→ **Dataset items**
+---+

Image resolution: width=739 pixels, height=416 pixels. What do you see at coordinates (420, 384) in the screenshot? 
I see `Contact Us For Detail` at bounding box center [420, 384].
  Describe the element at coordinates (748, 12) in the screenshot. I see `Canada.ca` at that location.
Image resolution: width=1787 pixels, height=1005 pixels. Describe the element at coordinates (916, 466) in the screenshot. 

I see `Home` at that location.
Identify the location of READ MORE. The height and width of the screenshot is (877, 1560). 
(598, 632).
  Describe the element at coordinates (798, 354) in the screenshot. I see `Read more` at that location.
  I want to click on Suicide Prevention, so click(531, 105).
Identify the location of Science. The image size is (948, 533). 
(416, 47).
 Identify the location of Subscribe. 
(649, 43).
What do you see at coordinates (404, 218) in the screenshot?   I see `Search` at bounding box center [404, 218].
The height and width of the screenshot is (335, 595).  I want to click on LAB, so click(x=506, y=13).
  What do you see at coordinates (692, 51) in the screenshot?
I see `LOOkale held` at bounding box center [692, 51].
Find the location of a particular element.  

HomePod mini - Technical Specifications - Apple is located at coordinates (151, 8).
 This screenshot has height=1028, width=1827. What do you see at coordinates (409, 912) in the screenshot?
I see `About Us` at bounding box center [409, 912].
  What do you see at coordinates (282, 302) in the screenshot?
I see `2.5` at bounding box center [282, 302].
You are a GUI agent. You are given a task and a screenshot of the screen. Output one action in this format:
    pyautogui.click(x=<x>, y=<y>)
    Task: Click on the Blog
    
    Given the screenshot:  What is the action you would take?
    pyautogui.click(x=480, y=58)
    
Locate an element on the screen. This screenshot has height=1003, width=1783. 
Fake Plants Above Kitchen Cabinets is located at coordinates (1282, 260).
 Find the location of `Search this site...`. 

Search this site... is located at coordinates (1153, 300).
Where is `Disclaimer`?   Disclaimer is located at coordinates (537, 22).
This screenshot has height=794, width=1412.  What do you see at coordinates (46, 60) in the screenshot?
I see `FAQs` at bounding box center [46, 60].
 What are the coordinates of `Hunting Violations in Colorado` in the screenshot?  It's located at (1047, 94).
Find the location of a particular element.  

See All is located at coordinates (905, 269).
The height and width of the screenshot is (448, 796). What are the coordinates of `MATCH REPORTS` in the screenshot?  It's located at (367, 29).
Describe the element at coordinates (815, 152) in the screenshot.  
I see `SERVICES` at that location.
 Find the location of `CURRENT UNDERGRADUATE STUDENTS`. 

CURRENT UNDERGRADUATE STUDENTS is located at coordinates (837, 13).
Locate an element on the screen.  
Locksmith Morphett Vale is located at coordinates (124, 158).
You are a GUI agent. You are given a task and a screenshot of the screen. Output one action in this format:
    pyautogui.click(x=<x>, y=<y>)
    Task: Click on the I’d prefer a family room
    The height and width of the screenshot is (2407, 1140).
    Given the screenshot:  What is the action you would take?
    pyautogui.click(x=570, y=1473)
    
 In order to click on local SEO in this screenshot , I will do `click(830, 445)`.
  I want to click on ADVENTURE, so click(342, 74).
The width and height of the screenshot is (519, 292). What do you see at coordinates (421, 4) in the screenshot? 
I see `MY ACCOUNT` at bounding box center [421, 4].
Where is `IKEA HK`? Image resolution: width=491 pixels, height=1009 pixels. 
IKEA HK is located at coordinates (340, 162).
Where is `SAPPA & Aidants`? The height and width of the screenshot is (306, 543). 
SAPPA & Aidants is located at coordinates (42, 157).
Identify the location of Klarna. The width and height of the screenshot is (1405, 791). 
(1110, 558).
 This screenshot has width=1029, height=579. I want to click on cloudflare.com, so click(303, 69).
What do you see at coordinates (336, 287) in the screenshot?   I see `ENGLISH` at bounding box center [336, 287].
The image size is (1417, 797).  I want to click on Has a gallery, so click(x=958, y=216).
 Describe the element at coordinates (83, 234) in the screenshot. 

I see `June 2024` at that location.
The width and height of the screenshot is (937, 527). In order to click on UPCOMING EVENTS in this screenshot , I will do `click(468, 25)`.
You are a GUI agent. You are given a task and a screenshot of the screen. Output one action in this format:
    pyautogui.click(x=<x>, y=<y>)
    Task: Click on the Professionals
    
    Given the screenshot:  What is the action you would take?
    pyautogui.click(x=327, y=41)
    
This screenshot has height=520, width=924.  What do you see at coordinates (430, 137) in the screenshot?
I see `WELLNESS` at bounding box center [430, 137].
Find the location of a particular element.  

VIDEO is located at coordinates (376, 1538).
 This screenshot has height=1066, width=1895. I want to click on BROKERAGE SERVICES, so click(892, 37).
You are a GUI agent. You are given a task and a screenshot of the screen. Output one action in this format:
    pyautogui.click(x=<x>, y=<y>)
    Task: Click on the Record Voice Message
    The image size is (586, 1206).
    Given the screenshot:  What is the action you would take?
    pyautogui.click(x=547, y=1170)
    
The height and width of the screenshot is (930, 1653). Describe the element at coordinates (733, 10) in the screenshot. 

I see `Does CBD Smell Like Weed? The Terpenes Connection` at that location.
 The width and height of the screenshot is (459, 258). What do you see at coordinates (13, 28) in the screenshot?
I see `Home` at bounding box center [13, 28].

+---+

→ **Task objective**
All lines above are to be transcribed exactly.

→ **Result for this task**
Image resolution: width=739 pixels, height=416 pixels. What do you see at coordinates (420, 384) in the screenshot? 
I see `Contact Us For Detail` at bounding box center [420, 384].
  Describe the element at coordinates (748, 12) in the screenshot. I see `Canada.ca` at that location.
Image resolution: width=1787 pixels, height=1005 pixels. Describe the element at coordinates (916, 466) in the screenshot. 

I see `Home` at that location.
Identify the location of READ MORE. The height and width of the screenshot is (877, 1560). 
(598, 632).
  Describe the element at coordinates (798, 354) in the screenshot. I see `Read more` at that location.
  I want to click on Suicide Prevention, so click(531, 105).
Identify the location of Science. The image size is (948, 533). 
(416, 47).
 Identify the location of Subscribe. 
(649, 43).
What do you see at coordinates (404, 218) in the screenshot?   I see `Search` at bounding box center [404, 218].
The height and width of the screenshot is (335, 595).  I want to click on LAB, so click(x=506, y=13).
  What do you see at coordinates (692, 51) in the screenshot?
I see `LOOkale held` at bounding box center [692, 51].
Find the location of a particular element.  

HomePod mini - Technical Specifications - Apple is located at coordinates (151, 8).
 This screenshot has height=1028, width=1827. What do you see at coordinates (409, 912) in the screenshot?
I see `About Us` at bounding box center [409, 912].
  What do you see at coordinates (282, 302) in the screenshot?
I see `2.5` at bounding box center [282, 302].
You are a GUI agent. You are given a task and a screenshot of the screen. Output one action in this format:
    pyautogui.click(x=<x>, y=<y>)
    Task: Click on the Blog
    
    Given the screenshot:  What is the action you would take?
    pyautogui.click(x=480, y=58)
    
Locate an element on the screen. This screenshot has height=1003, width=1783. 
Fake Plants Above Kitchen Cabinets is located at coordinates (1282, 260).
 Find the location of `Search this site...`. 

Search this site... is located at coordinates (1153, 300).
Where is `Disclaimer`?   Disclaimer is located at coordinates (537, 22).
This screenshot has height=794, width=1412.  What do you see at coordinates (46, 60) in the screenshot?
I see `FAQs` at bounding box center [46, 60].
 What are the coordinates of `Hunting Violations in Colorado` in the screenshot?  It's located at (1047, 94).
Find the location of a particular element.  

See All is located at coordinates (905, 269).
The height and width of the screenshot is (448, 796). What are the coordinates of `MATCH REPORTS` in the screenshot?  It's located at (367, 29).
Describe the element at coordinates (815, 152) in the screenshot.  
I see `SERVICES` at that location.
 Find the location of `CURRENT UNDERGRADUATE STUDENTS`. 

CURRENT UNDERGRADUATE STUDENTS is located at coordinates (837, 13).
Locate an element on the screen.  
Locksmith Morphett Vale is located at coordinates (124, 158).
You are a GUI agent. You are given a task and a screenshot of the screen. Output one action in this format:
    pyautogui.click(x=<x>, y=<y>)
    Task: Click on the I’d prefer a family room
    The height and width of the screenshot is (2407, 1140).
    Given the screenshot:  What is the action you would take?
    pyautogui.click(x=570, y=1473)
    
 In order to click on local SEO in this screenshot , I will do `click(830, 445)`.
  I want to click on ADVENTURE, so click(342, 74).
The width and height of the screenshot is (519, 292). What do you see at coordinates (421, 4) in the screenshot? 
I see `MY ACCOUNT` at bounding box center [421, 4].
Where is `IKEA HK`? Image resolution: width=491 pixels, height=1009 pixels. 
IKEA HK is located at coordinates (340, 162).
Where is `SAPPA & Aidants`? The height and width of the screenshot is (306, 543). 
SAPPA & Aidants is located at coordinates (42, 157).
Identify the location of Klarna. The width and height of the screenshot is (1405, 791). 
(1110, 558).
 This screenshot has width=1029, height=579. I want to click on cloudflare.com, so click(303, 69).
What do you see at coordinates (336, 287) in the screenshot?   I see `ENGLISH` at bounding box center [336, 287].
The image size is (1417, 797).  I want to click on Has a gallery, so click(x=958, y=216).
 Describe the element at coordinates (83, 234) in the screenshot. 

I see `June 2024` at that location.
The width and height of the screenshot is (937, 527). In order to click on UPCOMING EVENTS in this screenshot , I will do `click(468, 25)`.
You are a GUI agent. You are given a task and a screenshot of the screen. Output one action in this format:
    pyautogui.click(x=<x>, y=<y>)
    Task: Click on the Professionals
    
    Given the screenshot:  What is the action you would take?
    pyautogui.click(x=327, y=41)
    
This screenshot has height=520, width=924.  What do you see at coordinates (430, 137) in the screenshot?
I see `WELLNESS` at bounding box center [430, 137].
Find the location of a particular element.  

VIDEO is located at coordinates (376, 1538).
 This screenshot has height=1066, width=1895. I want to click on BROKERAGE SERVICES, so click(892, 37).
You are a GUI agent. You are given a task and a screenshot of the screen. Output one action in this format:
    pyautogui.click(x=<x>, y=<y>)
    Task: Click on the Record Voice Message
    The image size is (586, 1206).
    Given the screenshot:  What is the action you would take?
    pyautogui.click(x=547, y=1170)
    
The height and width of the screenshot is (930, 1653). Describe the element at coordinates (733, 10) in the screenshot. 

I see `Does CBD Smell Like Weed? The Terpenes Connection` at that location.
 The width and height of the screenshot is (459, 258). What do you see at coordinates (13, 28) in the screenshot?
I see `Home` at bounding box center [13, 28].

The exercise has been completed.